Binghamton Avoids Major Sanctions

October 19, 2010 /
From The New York Times

Binghamton University acknowledged Monday that its men’s basketball program had made mistakes but said that the N.C.A.A.’s investigation had been closed with no major violations found.

C. Peter Magrath, the university’s interim president, said in a telephone interview that the N.C.A.A. found two secondary violations, but not “the big bad stuff that can get you sanctioned.” The university was notified in a letter Monday.

Binghamton’s program was shaken in the wake of point guard Emanuel Mayben’s arrest for selling crack cocaine in September 2009. That began a string of six player dismissals, the resignation of Athletic Director Joel Thirer, and Coach Kevin Broadus’s being placed on a leave of absence. Binghamton also removed itself from the America East tournament under pressure.

The N.C.A.A. found that the former assistant Marc Hsu had provided impermissible travel to members of the team, accounting for the two secondary violations, but it found nothing that would significantly handicap the program’s future. (Hsu, now an assistant at Texas Southern, did not return a call seeking comment.)

“I’d be lying if I didn’t say this provides us with a lot of relief,” the interim athletic director Jim Norris said. “I’m very pleased for our staff and our student athletes.”

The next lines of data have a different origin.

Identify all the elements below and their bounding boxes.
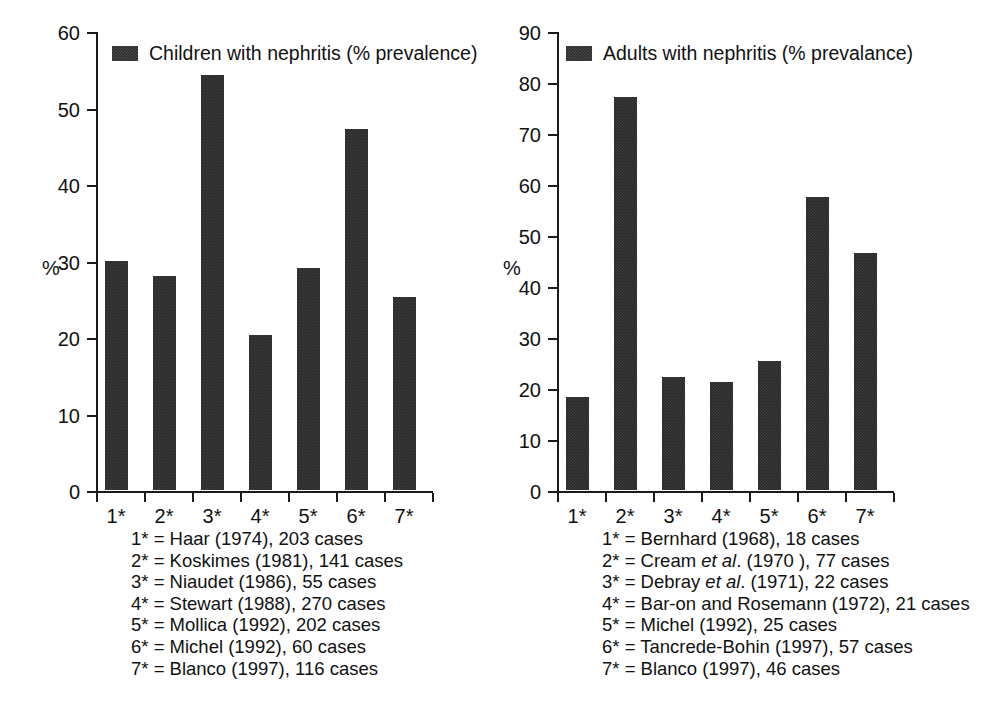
y-axis-tick-label: 40 bbox=[58, 176, 80, 196]
footnote-item: 5* = Mollica (1992), 202 cases bbox=[131, 614, 403, 636]
x-axis-tick-label: 3* bbox=[203, 506, 222, 526]
x-axis-tick bbox=[605, 493, 607, 502]
footnote-citation-italic: et al bbox=[701, 550, 736, 571]
y-axis-tick: 10 bbox=[548, 440, 557, 442]
y-axis-tick: 40 bbox=[548, 287, 557, 289]
bar bbox=[806, 197, 829, 490]
plot-area-children: 01020304050601*2*3*4*5*6*7* bbox=[96, 32, 432, 492]
y-axis-tick-label: 20 bbox=[58, 329, 80, 349]
plot-area-adults: 01020304050607080901*2*3*4*5*6*7* bbox=[557, 32, 893, 492]
footnote-item: 7* = Blanco (1997), 46 cases bbox=[602, 658, 970, 680]
bar bbox=[710, 382, 733, 490]
footnote-item: 1* = Bernhard (1968), 18 cases bbox=[602, 528, 970, 550]
y-axis-tick-label: 20 bbox=[519, 380, 541, 400]
footnote-item: 7* = Blanco (1997), 116 cases bbox=[131, 658, 403, 680]
y-axis-tick-label: 50 bbox=[519, 227, 541, 247]
x-axis-tick bbox=[797, 493, 799, 502]
y-axis-tick: 0 bbox=[87, 491, 96, 493]
footnote-item: 6* = Tancrede-Bohin (1997), 57 cases bbox=[602, 636, 970, 658]
bar bbox=[566, 397, 589, 490]
bar bbox=[758, 361, 781, 490]
y-axis-tick-label: 10 bbox=[519, 431, 541, 451]
x-axis-tick bbox=[432, 493, 434, 502]
y-axis-tick: 60 bbox=[548, 185, 557, 187]
footnote-item: 1* = Haar (1974), 203 cases bbox=[131, 528, 403, 550]
y-axis-tick-label: 0 bbox=[69, 482, 80, 502]
x-axis-tick bbox=[288, 493, 290, 502]
x-axis-line bbox=[557, 491, 894, 493]
footnote-item: 3* = Niaudet (1986), 55 cases bbox=[131, 571, 403, 593]
figure-nephritis-prevalence: Children with nephritis (% prevalence) %… bbox=[0, 0, 987, 727]
footnote-prefix: 2* = Cream bbox=[602, 550, 701, 571]
chart-panel-adults: Adults with nephritis (% prevalance) % 0… bbox=[493, 0, 986, 727]
chart-panel-children: Children with nephritis (% prevalence) %… bbox=[0, 0, 493, 727]
bar bbox=[614, 97, 637, 490]
x-axis-tick bbox=[240, 493, 242, 502]
x-axis-tick-label: 2* bbox=[616, 506, 635, 526]
x-axis-tick-label: 4* bbox=[712, 506, 731, 526]
y-axis-tick: 90 bbox=[548, 32, 557, 34]
x-axis-tick-label: 6* bbox=[808, 506, 827, 526]
x-axis-tick bbox=[701, 493, 703, 502]
y-axis-tick-label: 0 bbox=[530, 482, 541, 502]
x-axis-tick-label: 2* bbox=[155, 506, 174, 526]
footnote-prefix: 3* = Debray bbox=[602, 571, 705, 592]
y-axis-tick-label: 70 bbox=[519, 125, 541, 145]
y-axis-tick: 30 bbox=[87, 262, 96, 264]
footnote-item: 2* = Koskimes (1981), 141 cases bbox=[131, 550, 403, 572]
x-axis-tick-label: 5* bbox=[760, 506, 779, 526]
bar bbox=[201, 75, 224, 490]
y-axis-tick: 70 bbox=[548, 134, 557, 136]
footnote-citation-italic: et al bbox=[705, 571, 740, 592]
bar bbox=[662, 377, 685, 490]
y-axis-tick: 0 bbox=[548, 491, 557, 493]
footnote-item: 3* = Debray et al. (1971), 22 cases bbox=[602, 571, 970, 593]
x-axis-tick-label: 1* bbox=[568, 506, 587, 526]
y-axis-tick-label: 30 bbox=[58, 253, 80, 273]
y-axis-tick: 60 bbox=[87, 32, 96, 34]
y-axis-line bbox=[96, 32, 98, 493]
footnotes-adults: 1* = Bernhard (1968), 18 cases2* = Cream… bbox=[602, 528, 970, 679]
y-axis-tick-label: 40 bbox=[519, 278, 541, 298]
x-axis-tick bbox=[192, 493, 194, 502]
y-axis-tick: 20 bbox=[548, 389, 557, 391]
footnote-item: 6* = Michel (1992), 60 cases bbox=[131, 636, 403, 658]
footnote-suffix: . (1970 ), 77 cases bbox=[736, 550, 889, 571]
y-axis-tick-label: 60 bbox=[519, 176, 541, 196]
x-axis-tick bbox=[336, 493, 338, 502]
x-axis-tick bbox=[749, 493, 751, 502]
x-axis-tick-label: 5* bbox=[299, 506, 318, 526]
footnote-item: 4* = Stewart (1988), 270 cases bbox=[131, 593, 403, 615]
bar bbox=[345, 129, 368, 490]
x-axis-line bbox=[96, 491, 433, 493]
x-axis-tick-label: 6* bbox=[347, 506, 366, 526]
y-axis-tick: 30 bbox=[548, 338, 557, 340]
y-axis-title-adults: % bbox=[503, 258, 521, 278]
x-axis-tick bbox=[845, 493, 847, 502]
y-axis-tick: 50 bbox=[87, 109, 96, 111]
y-axis-tick: 50 bbox=[548, 236, 557, 238]
bar bbox=[105, 261, 128, 491]
x-axis-tick-label: 7* bbox=[856, 506, 875, 526]
footnotes-children: 1* = Haar (1974), 203 cases2* = Koskimes… bbox=[131, 528, 403, 679]
footnote-item: 2* = Cream et al. (1970 ), 77 cases bbox=[602, 550, 970, 572]
y-axis-tick-label: 90 bbox=[519, 23, 541, 43]
x-axis-tick bbox=[144, 493, 146, 502]
y-axis-tick: 80 bbox=[548, 83, 557, 85]
x-axis-tick-label: 1* bbox=[107, 506, 126, 526]
x-axis-tick bbox=[653, 493, 655, 502]
x-axis-tick bbox=[557, 493, 559, 502]
bar bbox=[854, 253, 877, 490]
footnote-item: 5* = Michel (1992), 25 cases bbox=[602, 614, 970, 636]
y-axis-tick-label: 60 bbox=[58, 23, 80, 43]
footnote-item: 4* = Bar-on and Rosemann (1972), 21 case… bbox=[602, 593, 970, 615]
x-axis-tick-label: 4* bbox=[251, 506, 270, 526]
x-axis-tick bbox=[96, 493, 98, 502]
x-axis-tick bbox=[893, 493, 895, 502]
y-axis-tick: 10 bbox=[87, 415, 96, 417]
bar bbox=[297, 268, 320, 490]
x-axis-tick bbox=[384, 493, 386, 502]
footnote-suffix: . (1971), 22 cases bbox=[740, 571, 888, 592]
y-axis-tick-label: 50 bbox=[58, 100, 80, 120]
y-axis-tick-label: 10 bbox=[58, 406, 80, 426]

An investigation sponsored by the State University of New York and led by a former chief judge of the New York Court of Appeals, Judith S. Kaye, found that Binghamton compromised its academic standards to admit recruits and showed an e-mail between an assistant coach and players discussing cash payments and academic fraud.

“Regardless of the N.C.A.A., it’s been a tremendous embarrassment to not just Binghamton, but everyone in the league,” said the former Vermont coach Tom Brennan, who coached against Binghamton in the America East Conference.

SUNY Chancellor Nancy L. Zimpher did not return a call seeking comment. She said in March that she was disappointed that Binghamton compromised its academic reputation for athletics. Binghamton calls itself the top public school in the Northeast.

Broadus has been reinstated to the athletic department and his salary is $223,426. His contract runs through 2014, and his current assignment is senior athletic administrator for academic assessment. Mark Macon has a two-year contract to be the interim coach.

“We have a basketball coach,” Magrath said. “His name is Mark Macon, and for the foreseeable future he’s going to be our basketball coach. There will be no change in basketball coach, athletic director or the team that Mark Macon has put together.”

One of Broadus’s lawyers, Don Jackson, said that the report cleared Broadus’s name with the N.C.A.A. and that he looked forward to resuming coaching. Jackson blamed the university for the off-court problems.

“It’s the fault of a university to not have the infrastructure in place to support the student-athletes,” he said.

Zimpher said in March that once a permanent president was put in place, that person would hire a new athletic director, who would hire a new coach. Magrath said there had been no change in those plans.